Ahead of the Punjab Assembly polls, former Army chief Gen Joginder Jaswant Singh on Tuesday joined the BJP here in the presence of the party leadership, including Union Minister Gajendra Singh Shekhawat.
Shekhawat and Punjab BJP chief Ashwani Sharma welcomed Singh into the party fold here. General J J Singh is the second Army chief after Gen V K Singh who has joined the BJP.
The former army chief had left the Shiromani Akali Dal (SAD) in 2018.
General J J Singh had joined the SAD in 2017 and had unsuccessfully contested against the then Congress leader Amarinder Singh from Patiala during the Assembly elections that year.
J J Singh, who had also served as the governor of Arunachal Pradesh, was the first Sikh to be appointed as the Army chief in 2005.
Ajmer Singh, brother of Akali MLA Sharanjit Dhillon, and former DGP, CRPF, S S Sandhu, who had also served as the IG Jammu and Kashmir, were among those who joined the BJP here on Tuesday.
The BJP is contesting the state Assembly polls in alliance with former chief minister Amarinder Singh-led Punjab Lok Congress and Rajya Sabha MP Sukhdev Singh Dhindsa-led Shiromani Akali Ddal (Sanyukt).
When asked if any decision has been taken on seat sharing, Shekhawat said it has almost been finalised.
Asked about AAP's Punjab unit president Bhagwant Mann being declared as party's chief ministerial face, Shekhawat said though it was an internal matter of any party but recalled allegations of Mann being in an inebriated state while attending parliament.
He said the biggest problem which Punjab today faces is drug menace.
Shekhawat alleged that a person whose videos of being drunk have been shown by the media earlier and if that person is the CM face then what kind of example we are trying to set for the youth of Punjab.
Through you (media), I want to ask these questions to Arvind Kejriwal, he stated.
At a 2019 rally in Barnala, in the presence of Kejriwal and his mother, Mann had vowed to give up liquor.
Mann had then accused his political rivals of defaming him by portraying him as a born drunkard.
The charge came up again in a TV interview on Tuesday.
I have countered this. The public has also given its response, Bhagwant Mann said, referring to his re-election from Sangrur. The opposition keeps hurling this baseless charge as it doesn't have anything else to say against him, Mann claimed.
(Only the headline and picture of this report may have been reworked by the Business Standard staff; the rest of the content is auto-generated from a syndicated feed.)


▶ [Description of the task]: Everything in the entries except the pictures should be copied exactly.

+ + +

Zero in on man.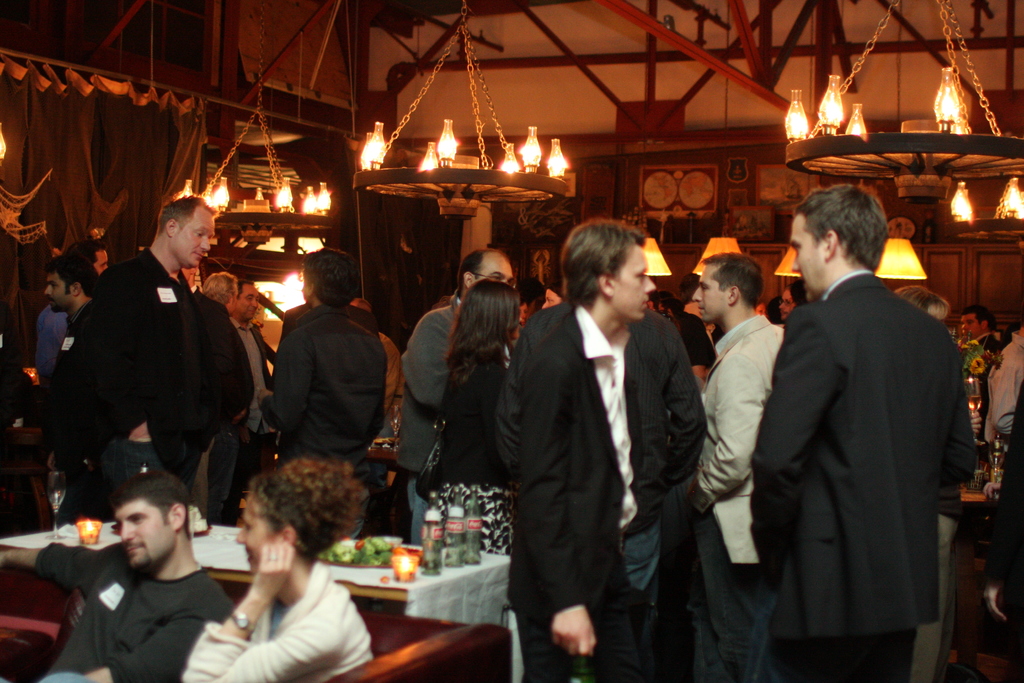
Zeroed in: [44,203,260,535].
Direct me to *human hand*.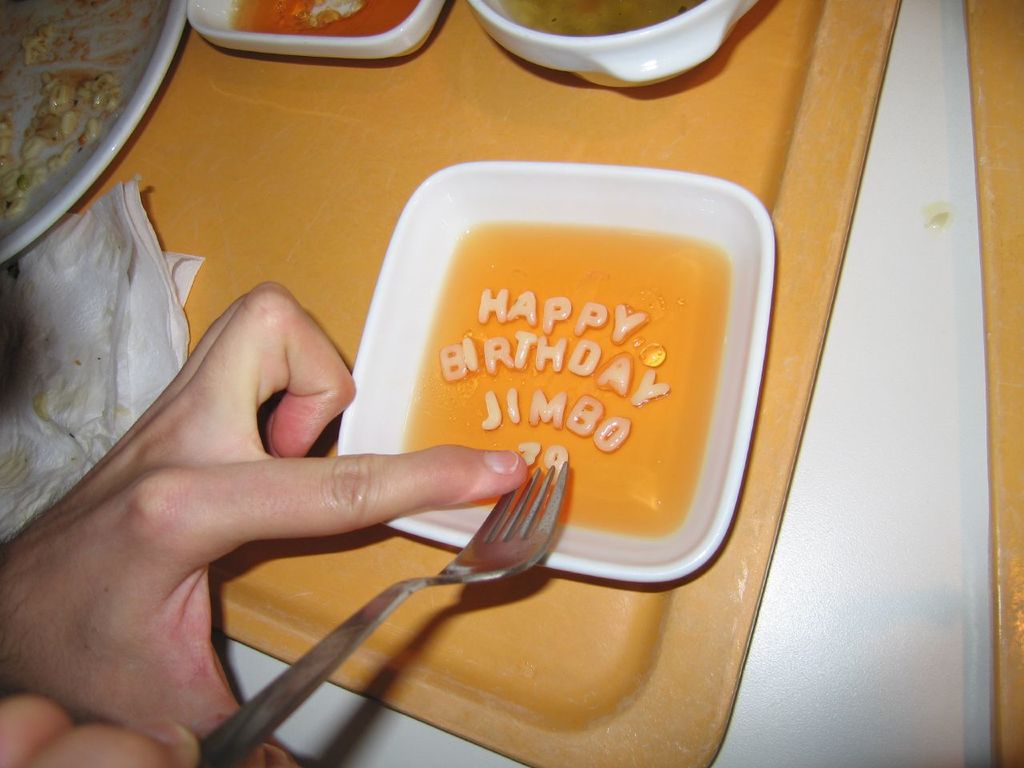
Direction: rect(35, 302, 517, 676).
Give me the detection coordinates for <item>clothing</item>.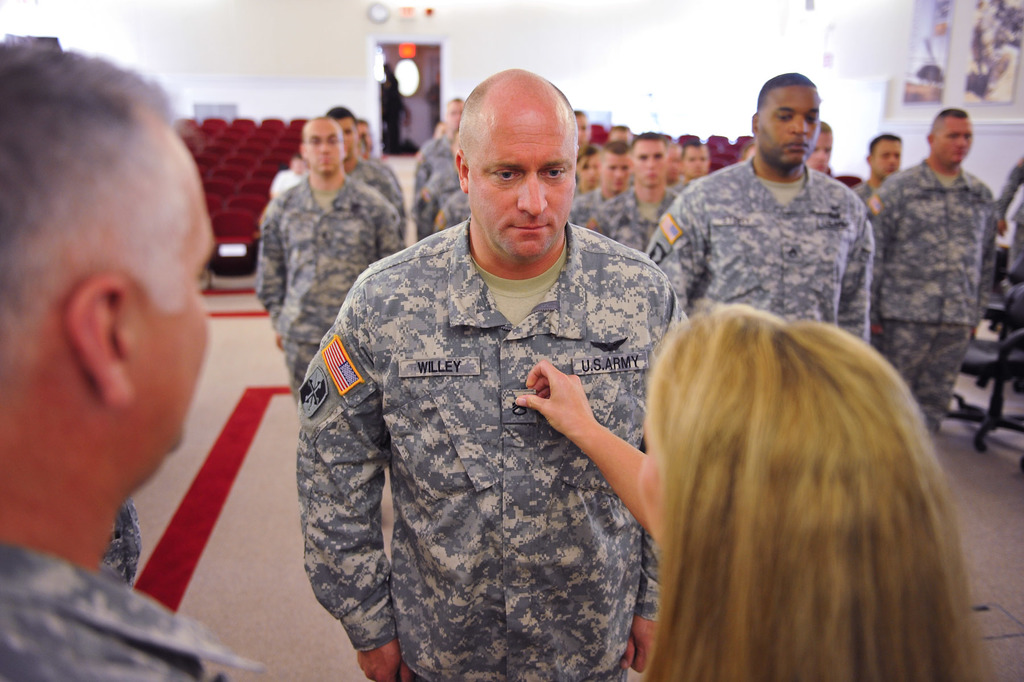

+ + +

▶ [Your response]:
Zero in on man.
Zeroed in: [44,203,260,535].
Direct me to *human hand*.
Direction: rect(35, 302, 517, 676).
Give me the detection coordinates for <item>clothing</item>.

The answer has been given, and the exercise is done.